Russia has closer eye on Venezuelan oil than China, House panel told

Sept. 25, 2017
Russia probably has a stronger interest now than China in propping up President Nicolas Maduro's regime to gain more access to Venezuela's massive crude oil deposits, two witnesses told a US House Foreign Affairs subcommittee on Sept. 13.

Russia probably has a stronger interest now than China in propping up President Nicolas Maduro's regime to gain more access to Venezuela's massive crude oil deposits, two witnesses told a US House Foreign Affairs subcommittee on Sept. 13. But China has more financial leverage over the South American country's government, with up to $60 billion of loans since 2007 in exchange for 500,000 b/d of Venezuelan crude, they said.

"The principal risk regarding Russian and Chinese activities in Venezuela in the near term is that they will exploit the unfolding crisis, including the effect of US sanctions, to deepen their control over Venezuela's resources, and their [financial] leverage over the country as an anti-US political and military partner," observed R. Evan Ellis, a senior associate in the Center for Strategic and International Studies' Americas Program.

With respect to finance, China has become Venezuela's principal banker, Ellis said in written testimony before the House committee's Western Hemisphere Subcommittee.

In August 2014, national oil company Petroleos de Venezuela SA (PDVSA), which is legally more vulnerable to seizure of its global assets than the government, moved its primary banking relationships for petroleum current accounts from the Banco Espirito Santo, in Portugal, to China's CITC Bank, Ellis said. In addition, it is believed Venezuela's government has maintained at least part of its gold reserves in China since 2011, he said.

"Both actions partially protect Venezuela's assets from international legal claims but also give China influence over Venezuela through how it handles such claims," Ellis said. "Thus, as international legal judgments against PDVSA accumulate in international courts, Chinese financial institutions, with the commitments they have made to follow the rules of the international banking system, will face important decisions regarding how to respond to legal claims regarding assets."

A second witness noted that China now finds itself in the frustrating position of being unable, despite its investments and loans, to achieve its preferred outcome of increased Venezuelan oil production.

Instead, that production has declined every year under Maduro, and it is falling more rapidly in 2017 because of poor maintenance, underinvestment, incompetent leadership at PDVSA, and corruption, said Harold Trinkunas, a senior research scholar at Stanford University's Freeman Spogli Institute for International Studies.

Effectively, a partial default

"Venezuela's declining oil production, economic crisis, and difficulty in meeting its international financial obligations have forced the Chinese to live with what is effectively a partial default, including an agreed-upon moratorium on debt repayment until January 2018 to allow the Venezuelans to market oil initially allocated for delivery to China to clients who can pay full price, such as the United States," Trinkunas said in his written testimony.

While the Chinese government has hesitated to criticize the Maduro regime openly because it might signal other economic partners in the developing world that it is unreliable, Chinese banks have been much less forthcoming with new money in recent years, and Chinese officials have been talking quietly with the Venezuelan opposition to establish a basis of good relations no matter what the outcome is of the country's current crisis, Trinkunas said.

Russia, meanwhile, has moved opportunistically to acquire Venezuelan oil assets as Rosneft PJSC, one of the country's bigger oil companies, has worked with PDVSA to develop ultra-heavy crude deposits, but with limited success because it does not have the technology and experience to deal with such challenging oil fields, Trinkunas said.

In 2017, the desperate need of the Maduro regime for foreign currency to pay international debts led it to conduct a fire sale of state-owned oil assets, initially using Citgo, a US-based oil company that Venezuela's government owns, to guarantee a $1.5-billion loan from Rosneft, Trinkunas said.

"When it appeared that the US government might challenge this deal, Rosneft also sought to guarantee its loans via assets located inside Venezuela, principally shares in existing joint venture companies. It is also considering shares in new joint ventures the Venezuelan government proposes to create," Trinkunas said.

Rosneft consequently is providing a critical lifeline to the Maduro regime during 2017, with $6 billion of outstanding loans, much of which are officially considered prepayment for future oil deliveries, Trinkunas pointed out. "However, we should keep in mind that Russia has nowhere near the level of financial resources available to China to bail out Venezuela. The Russian interest in Venezuela at this time appears to be largely transactional: purchasing oil assets on the cheap and ensuring that loans are repaid," he said. "The geopolitical effect of propping up an anti-American regime in Venezuela is a welcome, but decidedly secondary, benefit."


Instructions to follow: Repeat exactly the lines below that lie between the line with "Probe for flower." and the line with "Can you tell", counting both of those lines as part of the answer.

Records for the task:
..............................

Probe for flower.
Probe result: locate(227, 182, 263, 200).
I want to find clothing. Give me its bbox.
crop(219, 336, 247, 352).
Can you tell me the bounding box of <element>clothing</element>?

..............................

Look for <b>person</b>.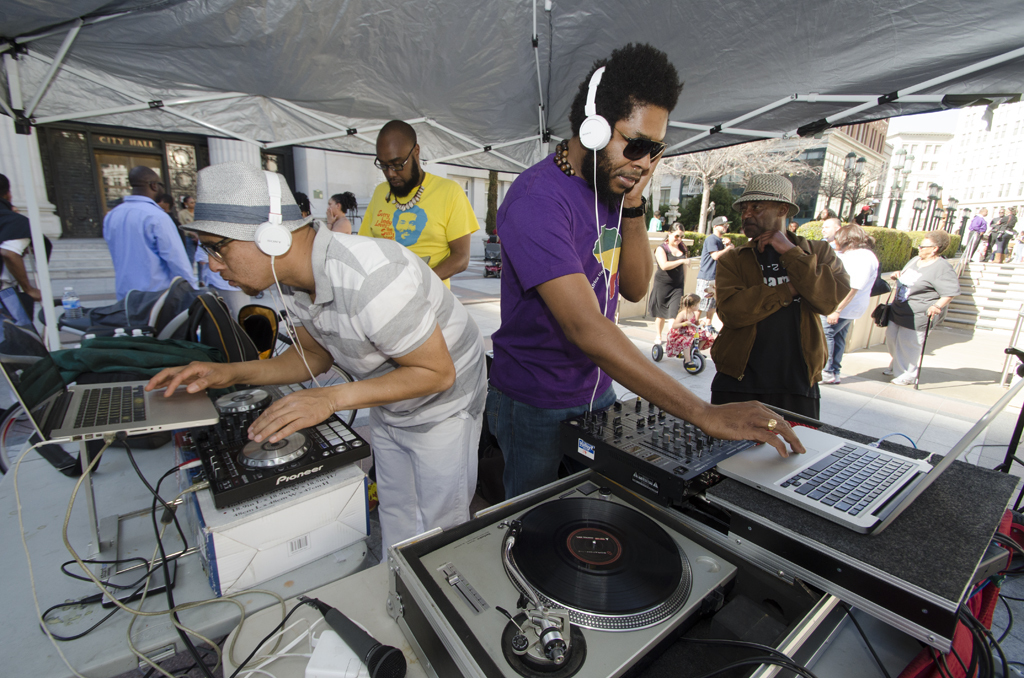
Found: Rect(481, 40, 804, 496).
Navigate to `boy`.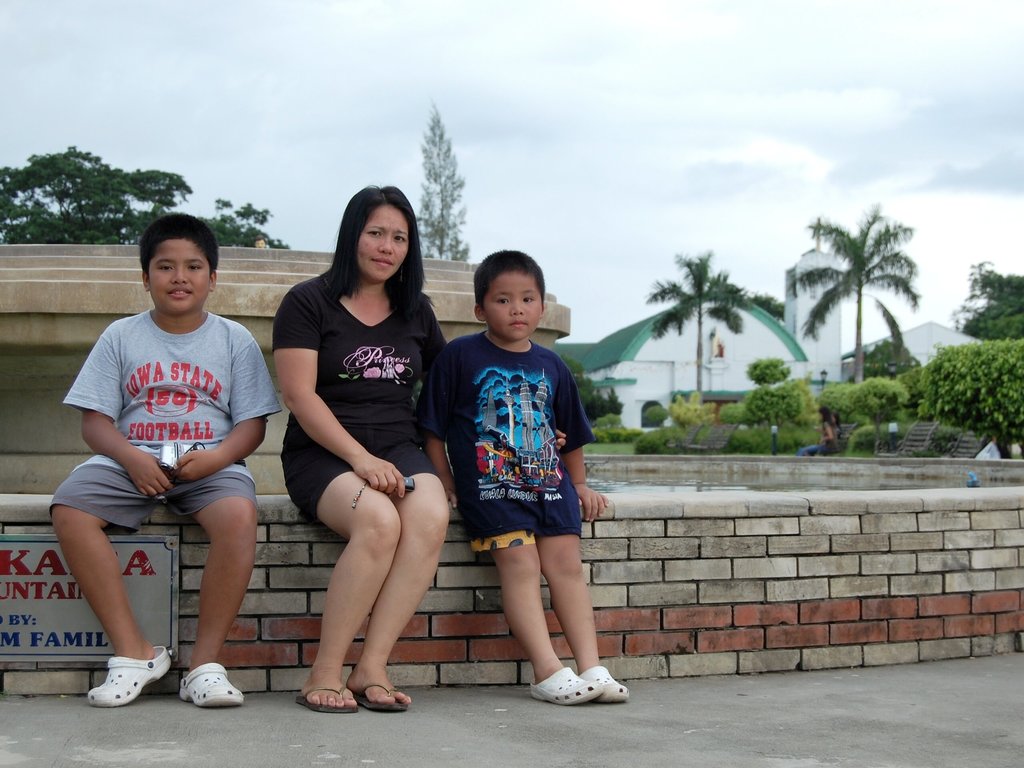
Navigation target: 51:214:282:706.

..............................

Solution:
Probe for flower.
Probe result: locate(227, 182, 263, 200).
I want to find clothing. Give me its bbox.
crop(219, 336, 247, 352).
Can you tell me the bounding box of <element>clothing</element>?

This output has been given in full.